• U.S.

The Nation: Silent Goes the Don

2 minute read
TIME

In his younger days, Gerardo Catena was convicted of eight felonies, ranging from hijacking to bribing a federal juror, but those inconveniences did not slow his steady rise through the Mafia hierarchy. By the late 1960s he was boss of 600 button men in northern New Jersey and heavily involved in gambling and loan-sharking. Thus it was only logical for the state commission of investigation to summon him in 1970 for questioning about organized-crime activities. Granted immunity from prosecution for his answers, Catena still refused to talk, so a superior court sent him to jail. Under civil contempt procedures common to all states, Catena could have freed himself at any time by answering the commission’s questions. Instead, he vowed: “They’ll have to carry me out of here feet first.”

The aging mobster (now 73) never broke his silence. But last week the New Jersey Supreme Court ordered him freed. The justices concluded that there was “no substantial likelihood” that Catena would ever cooperate with the commission; therefore, he must be released because further imprisonment would amount to unjustified punishment. Lest other Mafiosi rejoice too much, the court limited its decision to his case alone. As a result, three other recalcitrant witnesses remain in the Clinton Reformatory, and the commission can continue to coerce silent mobsters with threats of imprisonment. To get out of jail without talking, they will have to use the same long and costly appeals route followed by Catena, since the court stopped short of answering a question raised by its own reasoning: After how many years does coercion become punishment?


PROMPT
Output the whole listing exactly, with no pictures.

EXERCISE MATERIAL
# # # # #

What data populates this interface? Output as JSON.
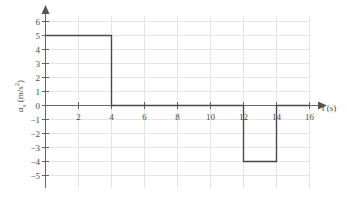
{
  "chart_data": {
    "type": "line",
    "title": "",
    "subtitle": "",
    "xlabel": "t (s)",
    "ylabel": "a_x (m/s^2)",
    "xlabel_parts": {
      "variable": "t",
      "units": "(s)"
    },
    "ylabel_parts": {
      "variable": "a",
      "subscript": "x",
      "units_open": "(m/s",
      "exponent": "2",
      "units_close": ")"
    },
    "xlim": [
      0,
      16
    ],
    "ylim": [
      -5,
      6
    ],
    "xticks": [
      2,
      4,
      6,
      8,
      10,
      12,
      14,
      16
    ],
    "xtick_labels": [
      "2",
      "4",
      "6",
      "8",
      "10",
      "12",
      "14",
      "16"
    ],
    "yticks": [
      6,
      5,
      4,
      3,
      2,
      1,
      0,
      -1,
      -2,
      -3,
      -4,
      -5
    ],
    "ytick_labels": [
      "6",
      "5",
      "4",
      "3",
      "2",
      "1",
      "0",
      "−1",
      "−2",
      "−3",
      "−4",
      "−5"
    ],
    "grid": true,
    "grid_color": "#e2e2e6",
    "legend": null,
    "line_color": "#4a4a4a",
    "axis_color": "#555555",
    "background_color": "#ffffff",
    "x": [
      0,
      4,
      4,
      12,
      12,
      14,
      14,
      16
    ],
    "y": [
      5,
      5,
      0,
      0,
      -4,
      -4,
      0,
      0
    ],
    "segments": [
      {
        "t_start": 0,
        "t_end": 4,
        "value": 5
      },
      {
        "t_start": 4,
        "t_end": 12,
        "value": 0
      },
      {
        "t_start": 12,
        "t_end": 14,
        "value": -4
      },
      {
        "t_start": 14,
        "t_end": 16,
        "value": 0
      }
    ]
  }
}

# # # # #

ANSWER BELOW
What data populates this interface? Output as JSON.
{
  "chart_data": {
    "type": "line",
    "title": "",
    "subtitle": "",
    "xlabel": "t (s)",
    "ylabel": "a_x (m/s^2)",
    "xlabel_parts": {
      "variable": "t",
      "units": "(s)"
    },
    "ylabel_parts": {
      "variable": "a",
      "subscript": "x",
      "units_open": "(m/s",
      "exponent": "2",
      "units_close": ")"
    },
    "xlim": [
      0,
      16
    ],
    "ylim": [
      -5,
      6
    ],
    "xticks": [
      2,
      4,
      6,
      8,
      10,
      12,
      14,
      16
    ],
    "xtick_labels": [
      "2",
      "4",
      "6",
      "8",
      "10",
      "12",
      "14",
      "16"
    ],
    "yticks": [
      6,
      5,
      4,
      3,
      2,
      1,
      0,
      -1,
      -2,
      -3,
      -4,
      -5
    ],
    "ytick_labels": [
      "6",
      "5",
      "4",
      "3",
      "2",
      "1",
      "0",
      "−1",
      "−2",
      "−3",
      "−4",
      "−5"
    ],
    "grid": true,
    "grid_color": "#e2e2e6",
    "legend": null,
    "line_color": "#4a4a4a",
    "axis_color": "#555555",
    "background_color": "#ffffff",
    "x": [
      0,
      4,
      4,
      12,
      12,
      14,
      14,
      16
    ],
    "y": [
      5,
      5,
      0,
      0,
      -4,
      -4,
      0,
      0
    ],
    "segments": [
      {
        "t_start": 0,
        "t_end": 4,
        "value": 5
      },
      {
        "t_start": 4,
        "t_end": 12,
        "value": 0
      },
      {
        "t_start": 12,
        "t_end": 14,
        "value": -4
      },
      {
        "t_start": 14,
        "t_end": 16,
        "value": 0
      }
    ]
  }
}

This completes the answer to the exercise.